NEED TO KNOW
- Alyssa Stout plans to honor her late sister and best friend with life-size cardboard cutouts at her non-traditional wedding
- Both women, who were meant to be her maids of honor, passed away years before her engagement
- Stout hopes her story inspires others to grieve and celebrate loved ones in unique, personal ways
When Alyssa Stout joked on TikTok that her maid of honor had “ghosted” her ahead of her wedding, viewers expected a messy friendship fallout.
Instead, they got something much more emotional.
“My maids of honor ghosted me before I could plan my wedding, so now we have to create them in cardboard cutout form,” Stout starts her viral TikTok, which now has 1.5 million views. “Before you start asking why they ghosted me, I mean actually ghosted me — they’re no longer here.”
The 28-year-old from Columbus, Ohio, quickly revealed the truth behind the viral clip: the two women who were meant to stand beside her on her wedding day — her older sister, Randi, and her best friend, Mallory — have both died.
“The ‘maid of honor ghosting me’ storyline is actually rooted in something much deeper,” Stout tells PEOPLE exclusively.
Growing up, Stout always imagined her sister would be by her side for life’s biggest milestones.
“My maid of honor was always supposed to be my older sister, Randi,” she says. “She was four years older than me, and like a lot of sisters, we grew up imagining being there for each other’s weddings — getting ready together, dress shopping, all of it.”
Alyssa Stout
That vision was shattered on Mother’s Day in May 2018, when Randi died in a car accident at just 24 years old. Stout was 20.
In the days after her sister’s death, a message surfaced that made the loss even more profound.
“One of her friends showed me a text where my sister said that if she ever got married, her maid of honor would be me,” Stout recalls. “Knowing we would never get to stand beside each other in those moments was heartbreaking.”
In the years that followed, Stout leaned on her best friend, Mallory — someone she describes as her “rock” through unimaginable grief.
“She helped me through my grief and was there for me in ways I’ll never be able to fully put into words,” she says.
Alyssa Stout
During one emotional night, Stout remembers opening up to Mallory about that text from her sister, and the pain of knowing those future moments were gone.
“She promised me that if I ever got married, she would be my maid of honor,” Stout says.
But in a devastating turn, history repeated itself.
In May 2022, four years after losing her sister, Mallory also died in a car accident. She was 24.
“At that point, I knew there was no replacing that role,” Stout says. “These were the two people who shaped me the most, and there was never going to be anyone else standing next to me in that way.”
Alyssa Stout
Years later, Stout found love again. She and her fiancé have been together for six years and share a 2-year-old son. The couple got engaged on Valentine’s Day this year and are planning a September 2027 wedding.
As she began envisioning the day, Stout knew she wanted to honor both Randi and Mallory — but not in a way that felt purely somber.
“I’ve seen a lot of beautiful tributes at weddings — empty seats, photos, small memorials — and I think those are incredibly meaningful,” she says. “But for me, it didn’t feel like enough for the impact they had on my life.”
Instead, she leaned into something more reflective of her personality and theirs.
“My wedding is already very non-traditional — fun, bold, a little ‘unhinged’ — so I wanted to honor them in a way that actually felt like me, and like them,” she explains.
That’s when the idea struck.
Stout decided to create life-size cardboard cutouts of both Randi and Mallory, dressed in bridesmaid gowns, so they could still be part of her big day.
“It started as a joke,” she admits. “But the more I thought about it, the more it felt perfect.”
The cutouts won’t just make an appearance at the wedding — they’ve already become part of the planning process.
“I made ‘prototype’ versions to include them in the wedding planning process, which has been a fun and meaningful way for me to visualize them still being part of everything,” she says.
For Stout, the goal isn’t to center loss — it’s to celebrate life.
“It allows me to include them in a way that feels joyful, not just somber,” she says. “I want people to feel how much life and personality they had — not just their absence.”
Sharing that perspective online felt natural. Stout has long been open about her grief, previously going viral when people around the world painted rocks for Mallory’s memorial tree.
“My audience already knows how much they mean to me, and this felt like a natural extension of that,” she says.
The response to her latest video has been overwhelming.
“There are people who have experienced loss themselves and deeply relate, and others who haven’t but are still really moved by the idea,” she says. “It’s sparked conversations about grief, but also about creativity and individuality in weddings.”
Above all, Stout hopes her story gives others permission to grieve in their own way.
“If anything, I hope people take away that there’s no ‘right’ way to grieve,” she says. “It doesn’t have to look sad all the time — it can be joyful, weird, creative, even a little unhinged.”
“And the same goes for weddings,” she adds. “They don’t have to be traditional or cookie-cutter. You can honor the people you love in ways that feel true to you.”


▶ EXERCISE GOAL: Locate and copy each line in the data that contains the word "social".
***** DATA EXTRACT
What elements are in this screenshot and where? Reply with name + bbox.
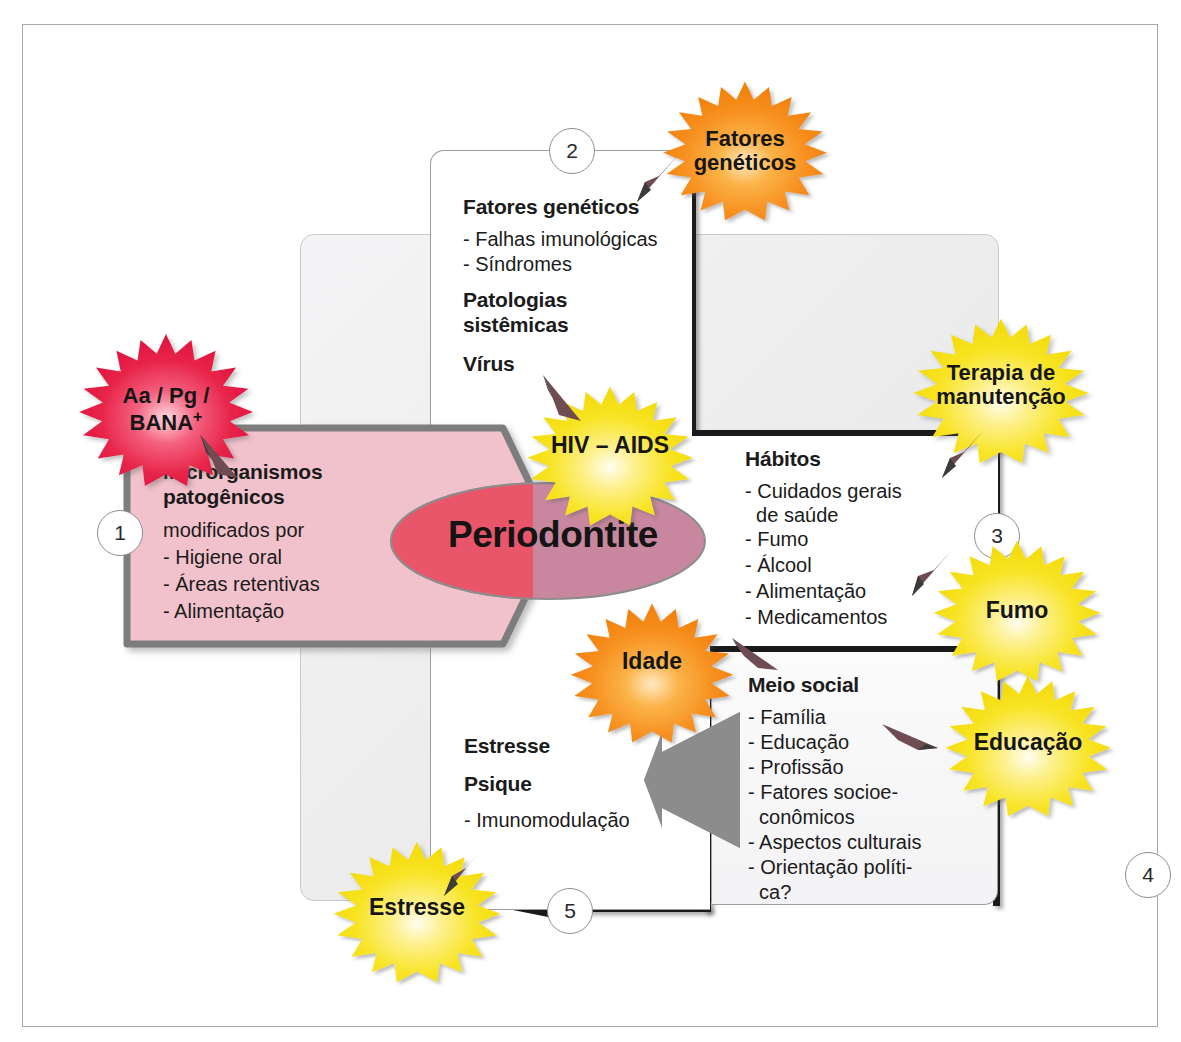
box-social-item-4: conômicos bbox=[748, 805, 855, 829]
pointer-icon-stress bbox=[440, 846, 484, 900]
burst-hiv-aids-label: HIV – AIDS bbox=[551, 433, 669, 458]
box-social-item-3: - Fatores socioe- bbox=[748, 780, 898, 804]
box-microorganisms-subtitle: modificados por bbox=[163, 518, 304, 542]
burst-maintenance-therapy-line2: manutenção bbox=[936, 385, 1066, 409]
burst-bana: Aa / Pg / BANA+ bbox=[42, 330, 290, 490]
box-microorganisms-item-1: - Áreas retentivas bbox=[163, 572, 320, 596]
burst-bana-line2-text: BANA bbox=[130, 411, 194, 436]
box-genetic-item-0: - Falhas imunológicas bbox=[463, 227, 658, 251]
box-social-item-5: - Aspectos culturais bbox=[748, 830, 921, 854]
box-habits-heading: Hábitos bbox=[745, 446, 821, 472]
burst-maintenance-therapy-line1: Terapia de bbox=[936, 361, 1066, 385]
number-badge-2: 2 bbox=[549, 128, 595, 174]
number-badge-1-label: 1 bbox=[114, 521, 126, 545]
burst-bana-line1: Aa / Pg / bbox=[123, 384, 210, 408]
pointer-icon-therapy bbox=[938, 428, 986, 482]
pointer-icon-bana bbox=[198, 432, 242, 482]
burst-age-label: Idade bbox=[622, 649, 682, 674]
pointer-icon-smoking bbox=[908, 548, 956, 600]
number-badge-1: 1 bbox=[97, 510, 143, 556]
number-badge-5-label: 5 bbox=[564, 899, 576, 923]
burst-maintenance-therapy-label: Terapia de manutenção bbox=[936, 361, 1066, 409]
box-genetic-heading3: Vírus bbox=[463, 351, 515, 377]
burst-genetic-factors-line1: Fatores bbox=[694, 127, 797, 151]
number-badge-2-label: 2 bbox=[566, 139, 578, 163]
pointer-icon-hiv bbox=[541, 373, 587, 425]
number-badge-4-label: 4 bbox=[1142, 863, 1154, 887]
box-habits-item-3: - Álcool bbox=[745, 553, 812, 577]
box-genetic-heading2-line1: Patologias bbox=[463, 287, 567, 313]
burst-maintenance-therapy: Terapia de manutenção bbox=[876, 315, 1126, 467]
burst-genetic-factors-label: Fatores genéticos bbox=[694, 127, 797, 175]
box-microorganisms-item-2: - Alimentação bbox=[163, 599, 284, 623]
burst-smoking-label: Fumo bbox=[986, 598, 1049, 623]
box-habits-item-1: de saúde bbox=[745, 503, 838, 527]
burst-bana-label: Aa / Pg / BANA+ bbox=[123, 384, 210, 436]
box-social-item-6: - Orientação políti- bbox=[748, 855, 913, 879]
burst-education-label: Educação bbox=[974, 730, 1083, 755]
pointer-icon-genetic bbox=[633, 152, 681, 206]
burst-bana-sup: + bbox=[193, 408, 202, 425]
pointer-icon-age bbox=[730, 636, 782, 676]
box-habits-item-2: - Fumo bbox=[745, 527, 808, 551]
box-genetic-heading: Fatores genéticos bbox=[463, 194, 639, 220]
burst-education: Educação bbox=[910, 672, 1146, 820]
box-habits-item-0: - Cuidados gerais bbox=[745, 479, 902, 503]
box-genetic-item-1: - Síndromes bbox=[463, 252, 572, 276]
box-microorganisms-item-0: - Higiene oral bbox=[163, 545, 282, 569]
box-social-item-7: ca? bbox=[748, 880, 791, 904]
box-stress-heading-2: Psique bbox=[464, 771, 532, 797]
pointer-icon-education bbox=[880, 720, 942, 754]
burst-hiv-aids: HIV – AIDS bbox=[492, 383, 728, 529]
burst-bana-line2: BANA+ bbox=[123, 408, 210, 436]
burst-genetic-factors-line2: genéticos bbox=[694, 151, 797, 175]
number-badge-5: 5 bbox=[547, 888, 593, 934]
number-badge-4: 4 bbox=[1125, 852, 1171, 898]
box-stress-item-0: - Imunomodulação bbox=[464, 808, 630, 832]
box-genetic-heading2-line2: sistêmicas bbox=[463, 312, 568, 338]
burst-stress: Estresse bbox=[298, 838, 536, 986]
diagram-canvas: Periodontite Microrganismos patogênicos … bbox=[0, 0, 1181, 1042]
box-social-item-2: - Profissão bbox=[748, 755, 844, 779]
**********
▶ SOLUTION TO THIS PROBLEM:
box-social-item-4: conômicos bbox=[748, 805, 855, 829]
box-social-item-3: - Fatores socioe- bbox=[748, 780, 898, 804]
box-social-item-5: - Aspectos culturais bbox=[748, 830, 921, 854]
box-social-item-6: - Orientação políti- bbox=[748, 855, 913, 879]
box-social-item-7: ca? bbox=[748, 880, 791, 904]
box-social-item-2: - Profissão bbox=[748, 755, 844, 779]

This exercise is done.